The Telgiphors themselves are all very rich, but their royal
families inhabit an elite social class at the highest end of the galactic
spectrum. They also live a fairly sheltered life, dedicating themselves
to managing Telgiphor society and resource production, while the
lower classes interact with other races, acting as merchants.
Sometimes, more impulsive members of the royalty like to get
away for a while, so they can actually do things out in the wider
world. Lisi
Lisi, the so-called Space Prince/ss, has left the Telgiphor
homeworld in order to experience the adventures so common to
human scoundrels and freebooters of other races.
Like other Telgiphors, s/he is a hermaphroditic limbed
nematode—sometimes s/he is male, sometimes female, sometimes
both. Of course, with no other Telgiphors around, this matters
little. Far more disturbing is that Lisi has trouble deciding whether
s/he wants to be a hero or a villain, and doesn’t always know what
the difference between them is.
48 Planet Maldoran
The Space Prince/ss has (in theory) access to vast monetary and
technological resources, though in practice, s/he is usually adrift
in the galaxy, with more limited supplies. In a charged situation,
s/he likes to be the centre of attention, so s/he can gloat and
peacock.
Instinct: To interfere in other peoples’ business.
Attacks:
• Ray gun (1d8 damage, 1 piercing; close, near).
Moves:
• Deploy advanced technology.
• Hire goons.
• Set a trap.
• Throw money around.
• Use a psychic power.
• Use stealth cloak.
Tactics:
If they aren’t listening: Get their attention.
If they deserve to be punished: Concoct an elaborate death trap.
If they join your retinue: Show them adventure!
Weaknesses:
Aside from Lisi’s obvious problems when it comes to understanding
human society, s/he is also unused to the food consumed in
humanspace areas of the galaxy. Telgiphors have a diet that consists
almost entirely of fungus and small invertebrates. Witnessing
humans consume mammalian meat and vegetables (which are
normally reserved for fabrics and paper products) is a surreal
experience for them. Lisi has found that certain foods are bad for
the digestion, but s/he is not very good at remembering them all, so
s/he has hired a “dietician” to keep track of the banned food item
list. Lisi has not asked to see any sort of certification, however…
The Space Prince/ss 49
Playing a Telgiphor
Use these moves in place of choosing a different race if you want to
play a Telgiphor Space Prince/ss as a PC without building a whole
new character class:
Bard
You are not as well-travelled as other performers, and you cannot
use A Port in a Storm. Choose an advanced move to replace it.
Druid
You can mimic the forms of other creatures from your homeworld.

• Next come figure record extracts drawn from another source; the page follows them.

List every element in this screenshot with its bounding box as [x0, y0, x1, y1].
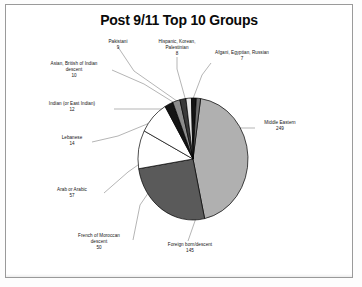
pie-chart-figure: Post 9/11 Top 10 Groups: [6, 5, 352, 277]
label-arab-or-arabic-value: 57: [40, 193, 104, 199]
pie-svg: [135, 97, 251, 221]
pie-slice: [139, 159, 205, 220]
label-hispanic-korean-palestinian: Hispanic, Korean, Palestinian 8: [146, 39, 208, 58]
label-lebanese: Lebanese 14: [50, 135, 94, 147]
label-middle-eastern: Middle Eastern 249: [254, 120, 306, 132]
label-indian-east-indian-value: 12: [30, 107, 114, 113]
label-pakistani-value: 9: [90, 45, 146, 51]
label-afgani-egyptian-russian-value: 7: [200, 56, 284, 62]
label-foreign-born-value: 145: [154, 248, 226, 254]
label-french-moroccan-descent: French of Moroccan descent 50: [64, 233, 134, 252]
label-foreign-born-descent: Foreign born/descent 145: [154, 242, 226, 254]
chart-title: Post 9/11 Top 10 Groups: [6, 12, 352, 28]
label-middle-eastern-value: 249: [254, 126, 306, 132]
label-asian-british-value: 10: [34, 73, 114, 79]
screenshot-page: Post 9/11 Top 10 Groups: [0, 0, 362, 287]
label-pakistani: Pakistani 9: [90, 39, 146, 51]
pie-graphic: [135, 97, 251, 221]
label-arab-or-arabic: Arab or Arabic 57: [40, 187, 104, 199]
label-indian-east-indian: Indian (or East Indian) 12: [30, 101, 114, 113]
pie-slices: [138, 98, 248, 220]
label-hispanic-korean-palestinian-value: 8: [146, 51, 208, 57]
scan-edge-shadow: [6, 274, 352, 277]
scanned-sheet: Post 9/11 Top 10 Groups: [5, 4, 353, 278]
label-french-moroccan-value: 50: [64, 245, 134, 251]
label-afgani-egyptian-russian: Afgani, Egyptian, Russian 7: [200, 50, 284, 62]
label-lebanese-value: 14: [50, 141, 94, 147]
label-asian-british-indian-descent: Asian, British of Indian descent 10: [34, 61, 114, 80]
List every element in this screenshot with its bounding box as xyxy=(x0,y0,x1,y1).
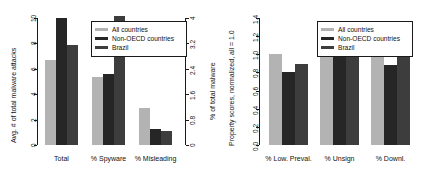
legend-item: Non-OECD countries xyxy=(95,34,182,43)
left-chart-panel: 0246810 00.81.62.43.24 Avg. # of total m… xyxy=(0,0,219,180)
axis-tick-label: 2.4 xyxy=(190,66,197,75)
legend-swatch-icon xyxy=(321,46,334,49)
legend-label: Brazil xyxy=(112,44,129,51)
axis-tick-label: 1.6 xyxy=(190,91,197,100)
axis-tick-label: 0.0 xyxy=(253,142,260,151)
axis-tick-label: 4 xyxy=(31,93,38,97)
axis-tick-label: 0.6 xyxy=(253,87,260,96)
axis-tick-label: 0 xyxy=(190,143,197,147)
bar xyxy=(56,18,67,145)
legend-swatch-icon xyxy=(95,28,108,31)
bar xyxy=(333,55,346,145)
legend-label: Brazil xyxy=(338,44,355,51)
bar xyxy=(282,72,295,145)
left-panel-secondary-y-axis-title: % of total malware xyxy=(209,62,216,120)
axis-tick-label: 0 xyxy=(31,143,38,147)
legend-swatch-icon xyxy=(95,37,108,40)
right-chart-panel: 0.00.20.40.60.81.01.21.4 Property scores… xyxy=(219,0,439,180)
axis-tick-label: 1.4 xyxy=(253,15,260,24)
legend-label: All countries xyxy=(338,26,374,33)
bar xyxy=(371,54,384,145)
bar xyxy=(269,54,282,145)
axis-tick-label: 10 xyxy=(31,15,38,22)
legend-item: Brazil xyxy=(321,43,408,52)
bar xyxy=(295,64,308,145)
left-y-axis-line xyxy=(37,18,38,145)
bar xyxy=(346,56,359,145)
axis-tick-label: 4 xyxy=(190,16,197,20)
axis-tick-label: 0.8 xyxy=(253,69,260,78)
bar xyxy=(320,54,333,145)
legend-item: All countries xyxy=(321,25,408,34)
left-y-axis-title: Avg. # of total malware attacks xyxy=(10,48,17,143)
axis-tick-label: 1.0 xyxy=(253,51,260,60)
bar xyxy=(45,60,56,145)
legend-item: Brazil xyxy=(95,43,182,52)
legend-swatch-icon xyxy=(321,37,334,40)
axis-tick-label: 0.8 xyxy=(190,116,197,125)
axis-tick-label: 0.4 xyxy=(253,106,260,115)
axis-tick-label: 2 xyxy=(31,118,38,122)
x-axis-label: % Downl. xyxy=(359,155,423,162)
legend-item: Non-OECD countries xyxy=(321,34,408,43)
bar xyxy=(67,45,78,145)
two-panel-bar-chart-figure: 0246810 00.81.62.43.24 Avg. # of total m… xyxy=(0,0,439,180)
axis-tick-label: 8 xyxy=(31,42,38,46)
axis-tick-label: 1.2 xyxy=(253,33,260,42)
legend-label: Non-OECD countries xyxy=(112,35,174,42)
legend-item: All countries xyxy=(95,25,182,34)
bar xyxy=(103,74,114,145)
bar xyxy=(161,131,172,145)
bar xyxy=(397,52,410,145)
legend-label: Non-OECD countries xyxy=(338,35,400,42)
axis-tick-label: 3.2 xyxy=(190,40,197,49)
bar xyxy=(384,65,397,145)
left-chart-legend: All countriesNon-OECD countriesBrazil xyxy=(91,21,187,57)
bar xyxy=(150,129,161,145)
right-chart-legend: All countriesNon-OECD countriesBrazil xyxy=(317,21,413,57)
axis-tick-label: 6 xyxy=(31,67,38,71)
axis-tick-label: 0.2 xyxy=(253,124,260,133)
bar xyxy=(92,77,103,145)
x-axis-label: % Misleading xyxy=(124,155,188,162)
legend-label: All countries xyxy=(112,26,148,33)
bar xyxy=(139,108,150,145)
right-y-axis-title: Property scores, normalized, all = 1.0 xyxy=(228,30,235,146)
legend-swatch-icon xyxy=(321,28,334,31)
legend-swatch-icon xyxy=(95,46,108,49)
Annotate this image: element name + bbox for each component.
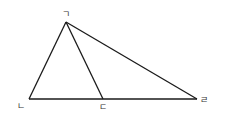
vertex-label-giyeok: ㄱ	[62, 9, 70, 19]
vertex-label-rieul: ㄹ	[200, 95, 208, 105]
vertex-label-digeut: ㄷ	[99, 102, 107, 112]
triangle-diagram: ㄱ ㄴ ㄷ ㄹ	[0, 0, 227, 113]
segment-giyeok-rieul	[66, 22, 197, 99]
segment-giyeok-nieun	[29, 22, 66, 99]
vertex-label-nieun: ㄴ	[17, 101, 25, 111]
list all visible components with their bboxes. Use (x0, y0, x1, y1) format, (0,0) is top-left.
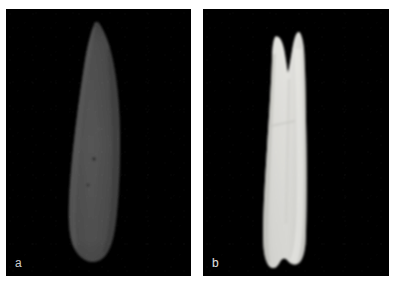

Choose two different land types from Born of the Soil—when you
shapechange, describe your new form by combining one animal
from each land type.
Fighter
You come from a powerful family on a wealthy planet. Choose an
extra enhancement for your signature weapon.
Thief
Whenever you arrive at a new settlement, someone from the
criminal underworld will make contact with you, in the hopes of
impressing you and providing service to your people.
Wizard
Your magical powers are entirely psychic in nature. You do not
need a spellbook and you can meditate to prepare your spells.
Something Interesting
The most powerful foreign corporation that leases
real estate on the Telgiphor homeworld is, publicly,
doing agricultural research into hybrid food plants.
But every rumour says: psychic testing.
50 Planet Maldoran
Mutagens
Having strange mutations is very fashionable amongst the
Telgiphors, even to the extent that there are fads in mental and
physical alterations. They subject the members of their retinues to
such experiments more often than themselves, of course. That’s
what toys are for, after all.
Psychic Powers
The unpredictable psychosphere on the Telgiphor homeworld
causes strange mutations. Roll 1d6 to determine which psychic
power the Space Prince/ss has access to:
1 Cryokinesis (temperature control).
2 Pyrokinesis (create and manipulate open flames).
3 Telekinesis.
4 Teleportation (self only).
5 Thought-projection telepathy.
6 Thought-reception telepathy.
Science Experiments
The Telgiphors produce mutagenic substances as part of their
psychofungal agricultural products, and also enjoy experimenting
on alien life forms, to see if they can create new creatures.
Something Useful
The greatest threat to the Telgiphors and their
homeworld is their vulnerability to a vast array
of flammable chemicals. Hence, the many
import restrictions on chemicals.
plundering
the sYstem
The Abandoned Moon
A decade ago, operation on the moon base ceased. Not because
of government cutbacks or because the base become obsolete—
it could still be a very important part of the planet’s outer space
operations—but because there was an accident inside. Two
expeditions have been sent to investigate, but neither one returned.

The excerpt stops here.